FORCE! an opera in three acts follows a group of Black women and femmes as they wait to enter a prison and escape a memory-erasing mold. Through sound, movement, and shared dream-spaces, we explore what kind of relationships bloom in the shadow of the prison, imagining a strange sisterhood with the power to disintegrate walls. FORCE! is a sprawling surrealist opera blending gospel, folk, pop, and contemporary experimental jazz, and reflects those who are most impacted by the interlocking forces of oppression that the prison industrial complex runs on, putting into practice the free world we have dreamt of.


Nia Witherspoon (center) performing an excerpt from Priestess of Twerk at Judson Memorial Church in New York City (2019).

Nia Witherspoon (Brooklyn, NY) Priestess of Twerk

Co-commissioners: Links Hall (Chicago, IL), Brava for Women in the Arts (San Francisco, CA), HERE (New York, NY), Oregon Shakespeare Festival (Ashland, OR), and Phoenix Hostel & Cultural Center (Phoenix, AZ)

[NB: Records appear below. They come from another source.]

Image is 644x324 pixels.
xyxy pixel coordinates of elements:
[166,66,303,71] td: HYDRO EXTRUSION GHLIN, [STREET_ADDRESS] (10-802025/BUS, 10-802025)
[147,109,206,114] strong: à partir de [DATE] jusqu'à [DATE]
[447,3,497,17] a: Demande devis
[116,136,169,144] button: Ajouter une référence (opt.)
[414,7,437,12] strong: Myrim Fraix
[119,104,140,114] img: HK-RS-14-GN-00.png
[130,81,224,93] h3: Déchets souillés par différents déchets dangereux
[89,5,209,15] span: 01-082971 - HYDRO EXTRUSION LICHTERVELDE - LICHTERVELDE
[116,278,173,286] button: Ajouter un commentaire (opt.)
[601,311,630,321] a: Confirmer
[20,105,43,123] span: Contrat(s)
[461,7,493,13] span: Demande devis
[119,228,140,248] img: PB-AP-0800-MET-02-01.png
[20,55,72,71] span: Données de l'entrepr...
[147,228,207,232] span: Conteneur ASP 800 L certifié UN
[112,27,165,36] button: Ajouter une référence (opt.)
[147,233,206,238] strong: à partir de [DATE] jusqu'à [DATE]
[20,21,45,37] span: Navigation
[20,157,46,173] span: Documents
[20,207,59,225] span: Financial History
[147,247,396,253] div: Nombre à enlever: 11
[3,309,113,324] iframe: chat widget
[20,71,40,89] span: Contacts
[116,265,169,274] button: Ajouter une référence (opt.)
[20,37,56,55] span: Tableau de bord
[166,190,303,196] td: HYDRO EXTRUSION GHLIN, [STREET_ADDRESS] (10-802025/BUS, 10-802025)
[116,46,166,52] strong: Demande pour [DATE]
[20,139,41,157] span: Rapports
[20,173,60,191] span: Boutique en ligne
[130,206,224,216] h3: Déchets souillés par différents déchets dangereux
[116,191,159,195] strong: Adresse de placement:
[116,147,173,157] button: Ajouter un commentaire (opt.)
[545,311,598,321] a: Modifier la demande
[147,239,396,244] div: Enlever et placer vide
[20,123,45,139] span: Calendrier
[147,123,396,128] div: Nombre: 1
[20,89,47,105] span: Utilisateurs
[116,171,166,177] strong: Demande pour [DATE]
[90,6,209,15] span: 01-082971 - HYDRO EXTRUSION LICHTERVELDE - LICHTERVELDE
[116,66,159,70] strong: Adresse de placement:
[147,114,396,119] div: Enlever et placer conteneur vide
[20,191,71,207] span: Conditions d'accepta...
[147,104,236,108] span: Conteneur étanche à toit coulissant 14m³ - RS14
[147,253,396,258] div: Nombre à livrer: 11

Inspired by the goddess temples of ancient Egypt and the bad bitches of hip-hop, Priestess of Twerk visions a Black feminist monastic/pleasure temple as a traveling full-scale performance installation and immersive experience that takes participants through a series of personally tailored rituals into a reimagining of the story of Isis’s journey to the Underworld. The temple is inspired by Nia’s personal experiences of sacred space in nightclubs, churches, temples, and spas, and will feel like a hallucinogenic journey inside one of Beyoncé’s wildly decadent visual albums. The work is framed by Black feminist pleasure principles, aesthetics of care, and ancestral healing.